RubyFacets
Today I found a really neat site, RubyFacets. Reminds me a bit of Perl's List::Util and List::MoreUtils; it's a bunch of methods to extend core classes in interesting ways.
A while back I posted about a way to prevent Ruby from raising an exception when trying to access an un-initialized subarray of a multidimensional array by extending NilClass. At RubyFacets I found something arguably more interesting: auto-initializing sub-hashes of a multi-dimensional hash.
The code:
def self.auto(*args) leet = lambda { |hsh, key| hsh[key] = new( &leet ) } new(*args,&leet) end
It took me a couple minutes to figure out what this is doing. The standard new method for class Hash takes a block; if you reference an uninitialized hash element (via the [] method) that block will be called, which presumably assigns the element a default value (thought it doesn't have to).
The above method assigns a default value to any uninitialized Hash elements referenced via []. The default value is a new Hash object. The new Hash object's constructor is also passed a block which assigns new Hash objects to uninitialized Hash elements. You can see above that the "leet" anonymous function contains a reference to itself. I find that mighty clever. This lets you do crazy things like
h = Hash.auto a['a']['lot']['of']['dimensions'] = true
and you'll get hashes the whole way down.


* **Task directions**:
Below are some records. Count the lines with "axis" in them and give nothing but the total.

* **Information supplied**:
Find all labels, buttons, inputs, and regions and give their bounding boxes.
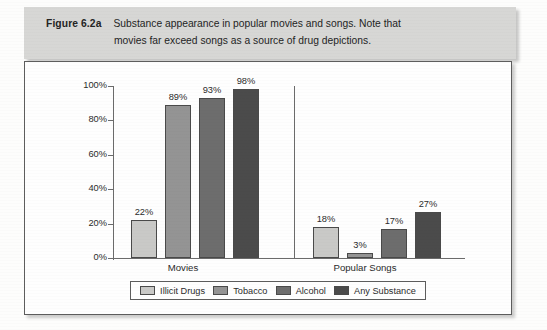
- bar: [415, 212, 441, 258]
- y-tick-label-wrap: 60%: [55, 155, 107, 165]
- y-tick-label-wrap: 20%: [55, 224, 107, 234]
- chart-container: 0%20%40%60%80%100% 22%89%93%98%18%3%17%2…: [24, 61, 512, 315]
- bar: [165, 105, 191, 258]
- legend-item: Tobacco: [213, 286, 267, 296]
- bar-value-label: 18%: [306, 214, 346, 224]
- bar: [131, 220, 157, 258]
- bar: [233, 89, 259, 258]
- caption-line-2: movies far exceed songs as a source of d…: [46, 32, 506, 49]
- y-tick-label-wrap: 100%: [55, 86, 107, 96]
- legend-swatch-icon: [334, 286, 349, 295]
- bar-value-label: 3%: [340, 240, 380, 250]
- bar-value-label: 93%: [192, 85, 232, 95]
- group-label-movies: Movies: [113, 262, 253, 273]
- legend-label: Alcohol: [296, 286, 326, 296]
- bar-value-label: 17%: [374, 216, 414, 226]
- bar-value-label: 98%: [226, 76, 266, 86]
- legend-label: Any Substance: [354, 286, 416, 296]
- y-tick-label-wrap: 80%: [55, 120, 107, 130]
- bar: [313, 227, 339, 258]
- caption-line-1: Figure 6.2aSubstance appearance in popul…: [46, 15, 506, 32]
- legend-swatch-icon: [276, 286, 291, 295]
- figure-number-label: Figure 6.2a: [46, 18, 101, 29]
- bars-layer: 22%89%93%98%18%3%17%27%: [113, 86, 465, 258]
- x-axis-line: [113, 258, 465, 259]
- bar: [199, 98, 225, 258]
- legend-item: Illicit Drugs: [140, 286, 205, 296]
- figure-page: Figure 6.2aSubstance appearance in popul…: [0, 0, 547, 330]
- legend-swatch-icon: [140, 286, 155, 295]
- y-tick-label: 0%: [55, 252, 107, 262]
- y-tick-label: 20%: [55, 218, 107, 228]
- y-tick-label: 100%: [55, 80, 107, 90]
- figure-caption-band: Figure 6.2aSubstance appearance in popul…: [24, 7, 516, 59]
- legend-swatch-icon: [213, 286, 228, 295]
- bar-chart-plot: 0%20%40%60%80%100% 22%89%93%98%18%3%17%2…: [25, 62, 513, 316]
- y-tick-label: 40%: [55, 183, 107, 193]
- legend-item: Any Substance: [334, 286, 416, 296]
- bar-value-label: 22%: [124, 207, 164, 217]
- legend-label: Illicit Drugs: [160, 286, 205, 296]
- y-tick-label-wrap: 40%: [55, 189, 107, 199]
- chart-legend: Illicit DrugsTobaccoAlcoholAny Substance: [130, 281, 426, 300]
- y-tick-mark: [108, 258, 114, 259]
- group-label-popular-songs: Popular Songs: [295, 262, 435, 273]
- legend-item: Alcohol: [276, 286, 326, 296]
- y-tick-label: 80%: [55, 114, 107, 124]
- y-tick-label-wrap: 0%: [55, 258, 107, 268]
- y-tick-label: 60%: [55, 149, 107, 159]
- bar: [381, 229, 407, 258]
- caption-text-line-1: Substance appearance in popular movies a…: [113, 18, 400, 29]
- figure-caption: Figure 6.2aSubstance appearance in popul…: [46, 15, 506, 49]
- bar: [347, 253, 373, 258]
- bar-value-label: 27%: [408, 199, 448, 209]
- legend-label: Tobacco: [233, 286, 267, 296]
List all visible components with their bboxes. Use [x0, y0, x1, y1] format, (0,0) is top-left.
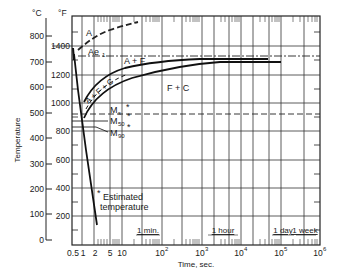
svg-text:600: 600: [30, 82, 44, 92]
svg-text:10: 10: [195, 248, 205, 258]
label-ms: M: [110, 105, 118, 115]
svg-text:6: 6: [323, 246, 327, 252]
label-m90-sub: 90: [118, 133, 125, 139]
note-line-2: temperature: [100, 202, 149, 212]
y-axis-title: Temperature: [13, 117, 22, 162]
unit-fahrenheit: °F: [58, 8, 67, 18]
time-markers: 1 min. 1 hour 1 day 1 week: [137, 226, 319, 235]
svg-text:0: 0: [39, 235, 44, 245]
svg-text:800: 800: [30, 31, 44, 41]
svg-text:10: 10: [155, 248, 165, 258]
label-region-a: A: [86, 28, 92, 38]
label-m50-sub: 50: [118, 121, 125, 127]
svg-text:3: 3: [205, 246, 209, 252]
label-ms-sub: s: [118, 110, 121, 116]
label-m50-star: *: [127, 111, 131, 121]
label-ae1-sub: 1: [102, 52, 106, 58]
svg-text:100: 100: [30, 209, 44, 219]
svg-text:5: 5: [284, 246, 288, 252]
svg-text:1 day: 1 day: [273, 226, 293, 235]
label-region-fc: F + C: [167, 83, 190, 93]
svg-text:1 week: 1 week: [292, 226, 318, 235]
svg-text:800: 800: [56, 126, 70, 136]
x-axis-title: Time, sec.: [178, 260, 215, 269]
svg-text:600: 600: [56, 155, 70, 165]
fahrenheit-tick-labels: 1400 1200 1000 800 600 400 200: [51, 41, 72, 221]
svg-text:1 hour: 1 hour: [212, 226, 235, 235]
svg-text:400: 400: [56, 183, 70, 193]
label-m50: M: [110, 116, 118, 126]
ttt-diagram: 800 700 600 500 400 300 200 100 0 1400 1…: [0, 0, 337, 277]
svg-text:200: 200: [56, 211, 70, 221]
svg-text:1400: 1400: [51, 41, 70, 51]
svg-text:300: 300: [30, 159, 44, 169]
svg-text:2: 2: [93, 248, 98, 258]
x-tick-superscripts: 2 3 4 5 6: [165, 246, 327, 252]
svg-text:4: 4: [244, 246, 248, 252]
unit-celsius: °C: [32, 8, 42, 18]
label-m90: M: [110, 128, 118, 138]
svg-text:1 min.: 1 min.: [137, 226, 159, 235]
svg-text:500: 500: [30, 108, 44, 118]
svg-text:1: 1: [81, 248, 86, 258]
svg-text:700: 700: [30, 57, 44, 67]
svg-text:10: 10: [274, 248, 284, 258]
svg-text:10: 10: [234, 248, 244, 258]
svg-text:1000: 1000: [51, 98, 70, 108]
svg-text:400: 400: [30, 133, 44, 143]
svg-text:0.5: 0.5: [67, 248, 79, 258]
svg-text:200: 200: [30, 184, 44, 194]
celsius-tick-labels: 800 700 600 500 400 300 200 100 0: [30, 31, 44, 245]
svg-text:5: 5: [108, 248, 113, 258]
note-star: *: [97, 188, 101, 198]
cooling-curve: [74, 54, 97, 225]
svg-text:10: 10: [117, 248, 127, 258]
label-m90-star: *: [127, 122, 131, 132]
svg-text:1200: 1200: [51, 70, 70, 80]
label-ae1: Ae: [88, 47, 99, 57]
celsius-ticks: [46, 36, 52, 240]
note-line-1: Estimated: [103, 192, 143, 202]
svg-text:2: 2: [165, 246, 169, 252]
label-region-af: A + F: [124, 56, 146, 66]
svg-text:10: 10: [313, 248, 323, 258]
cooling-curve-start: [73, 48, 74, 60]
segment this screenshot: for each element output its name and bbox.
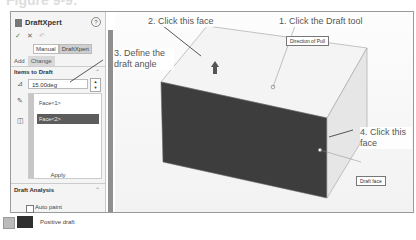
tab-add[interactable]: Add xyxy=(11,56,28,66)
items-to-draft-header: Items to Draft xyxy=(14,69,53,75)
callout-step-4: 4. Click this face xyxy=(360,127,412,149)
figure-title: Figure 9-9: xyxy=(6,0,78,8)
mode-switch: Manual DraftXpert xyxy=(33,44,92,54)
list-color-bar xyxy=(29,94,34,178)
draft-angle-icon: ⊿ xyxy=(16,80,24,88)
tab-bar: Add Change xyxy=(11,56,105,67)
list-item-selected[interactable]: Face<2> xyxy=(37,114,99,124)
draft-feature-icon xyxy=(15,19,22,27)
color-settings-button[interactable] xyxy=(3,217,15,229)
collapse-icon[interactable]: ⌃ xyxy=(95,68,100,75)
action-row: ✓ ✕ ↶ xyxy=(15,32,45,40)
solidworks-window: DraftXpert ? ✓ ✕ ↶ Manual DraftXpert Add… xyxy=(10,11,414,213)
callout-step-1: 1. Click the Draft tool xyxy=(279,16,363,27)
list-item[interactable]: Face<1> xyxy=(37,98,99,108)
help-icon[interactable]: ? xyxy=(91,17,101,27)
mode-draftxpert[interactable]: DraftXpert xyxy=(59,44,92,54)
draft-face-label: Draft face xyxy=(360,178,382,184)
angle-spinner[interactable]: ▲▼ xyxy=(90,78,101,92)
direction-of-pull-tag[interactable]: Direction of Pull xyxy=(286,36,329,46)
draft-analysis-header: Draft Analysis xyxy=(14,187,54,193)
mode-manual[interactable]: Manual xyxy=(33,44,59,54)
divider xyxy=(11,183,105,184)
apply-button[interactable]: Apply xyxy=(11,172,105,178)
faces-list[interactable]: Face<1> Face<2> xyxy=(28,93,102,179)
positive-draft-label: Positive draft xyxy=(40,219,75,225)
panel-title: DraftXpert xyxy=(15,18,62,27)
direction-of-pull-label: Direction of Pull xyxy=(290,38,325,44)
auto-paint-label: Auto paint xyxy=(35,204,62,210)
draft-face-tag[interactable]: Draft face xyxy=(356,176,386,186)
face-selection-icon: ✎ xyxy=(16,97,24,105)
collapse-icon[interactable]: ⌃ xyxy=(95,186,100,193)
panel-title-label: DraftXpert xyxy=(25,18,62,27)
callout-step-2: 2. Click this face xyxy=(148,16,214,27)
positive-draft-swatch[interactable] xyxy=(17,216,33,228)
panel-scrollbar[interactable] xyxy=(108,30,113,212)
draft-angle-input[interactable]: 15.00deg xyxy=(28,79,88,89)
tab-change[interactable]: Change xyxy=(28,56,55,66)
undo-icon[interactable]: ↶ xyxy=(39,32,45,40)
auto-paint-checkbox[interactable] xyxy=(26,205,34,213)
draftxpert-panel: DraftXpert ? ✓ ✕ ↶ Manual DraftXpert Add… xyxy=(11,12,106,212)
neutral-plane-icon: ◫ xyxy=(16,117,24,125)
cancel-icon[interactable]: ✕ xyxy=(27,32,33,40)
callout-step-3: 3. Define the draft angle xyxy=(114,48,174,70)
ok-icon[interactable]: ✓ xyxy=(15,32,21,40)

==

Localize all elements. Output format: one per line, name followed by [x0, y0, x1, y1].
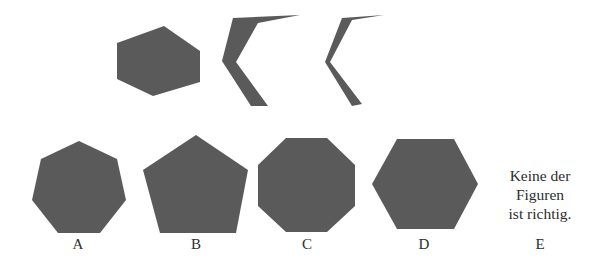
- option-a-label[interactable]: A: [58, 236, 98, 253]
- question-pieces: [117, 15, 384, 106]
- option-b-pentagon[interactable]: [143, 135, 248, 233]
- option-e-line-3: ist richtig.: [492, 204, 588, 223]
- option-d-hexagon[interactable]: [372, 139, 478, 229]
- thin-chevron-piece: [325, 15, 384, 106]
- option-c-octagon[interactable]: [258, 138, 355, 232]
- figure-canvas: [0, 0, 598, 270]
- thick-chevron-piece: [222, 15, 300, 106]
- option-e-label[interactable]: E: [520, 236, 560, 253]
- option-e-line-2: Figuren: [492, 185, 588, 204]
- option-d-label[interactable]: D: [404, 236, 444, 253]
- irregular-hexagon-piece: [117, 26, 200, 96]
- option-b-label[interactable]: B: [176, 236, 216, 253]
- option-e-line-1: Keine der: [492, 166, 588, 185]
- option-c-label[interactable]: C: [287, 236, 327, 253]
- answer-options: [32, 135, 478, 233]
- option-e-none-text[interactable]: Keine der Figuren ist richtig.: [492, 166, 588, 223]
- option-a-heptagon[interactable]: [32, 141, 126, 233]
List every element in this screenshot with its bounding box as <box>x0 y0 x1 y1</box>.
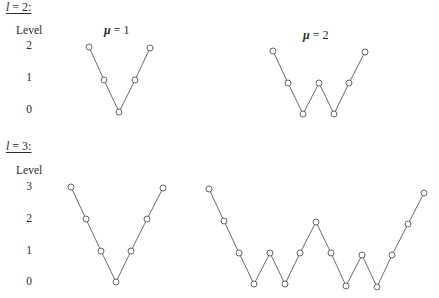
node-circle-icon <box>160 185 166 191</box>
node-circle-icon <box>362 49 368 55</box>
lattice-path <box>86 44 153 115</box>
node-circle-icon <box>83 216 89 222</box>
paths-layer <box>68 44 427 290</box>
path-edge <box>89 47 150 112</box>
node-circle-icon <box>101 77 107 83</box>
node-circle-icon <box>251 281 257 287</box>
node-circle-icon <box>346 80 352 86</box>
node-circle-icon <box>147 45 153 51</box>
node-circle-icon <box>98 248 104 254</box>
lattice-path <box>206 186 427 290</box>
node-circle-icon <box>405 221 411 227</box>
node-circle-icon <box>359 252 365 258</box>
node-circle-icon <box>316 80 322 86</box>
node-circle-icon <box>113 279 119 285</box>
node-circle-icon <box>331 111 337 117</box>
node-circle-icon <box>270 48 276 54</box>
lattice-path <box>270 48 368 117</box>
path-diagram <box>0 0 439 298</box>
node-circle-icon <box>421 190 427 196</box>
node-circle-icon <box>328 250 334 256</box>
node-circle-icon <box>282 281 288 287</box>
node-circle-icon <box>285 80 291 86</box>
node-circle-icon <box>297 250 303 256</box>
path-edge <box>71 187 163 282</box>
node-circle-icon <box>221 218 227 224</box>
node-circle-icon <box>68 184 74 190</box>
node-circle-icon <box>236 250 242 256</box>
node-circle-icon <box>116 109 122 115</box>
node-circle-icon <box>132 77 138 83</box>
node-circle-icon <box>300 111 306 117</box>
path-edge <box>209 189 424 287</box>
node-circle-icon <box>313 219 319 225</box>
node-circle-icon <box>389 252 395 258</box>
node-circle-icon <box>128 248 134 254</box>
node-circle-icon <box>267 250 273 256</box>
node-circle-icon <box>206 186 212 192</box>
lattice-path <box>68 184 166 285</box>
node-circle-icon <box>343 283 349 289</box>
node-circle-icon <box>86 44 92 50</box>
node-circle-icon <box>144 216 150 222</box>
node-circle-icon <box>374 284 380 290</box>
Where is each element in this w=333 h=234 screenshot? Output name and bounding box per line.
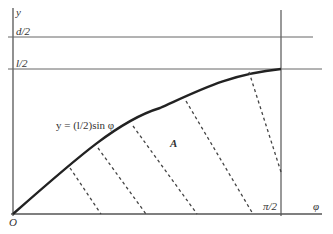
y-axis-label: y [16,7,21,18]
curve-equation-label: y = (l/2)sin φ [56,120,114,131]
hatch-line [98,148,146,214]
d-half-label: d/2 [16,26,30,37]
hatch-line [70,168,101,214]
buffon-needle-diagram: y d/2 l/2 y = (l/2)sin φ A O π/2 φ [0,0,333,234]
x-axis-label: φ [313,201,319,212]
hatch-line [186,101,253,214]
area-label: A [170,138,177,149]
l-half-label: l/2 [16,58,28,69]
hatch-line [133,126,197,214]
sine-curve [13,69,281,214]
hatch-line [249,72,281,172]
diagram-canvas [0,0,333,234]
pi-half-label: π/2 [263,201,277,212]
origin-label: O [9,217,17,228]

* **Solved problem**:
5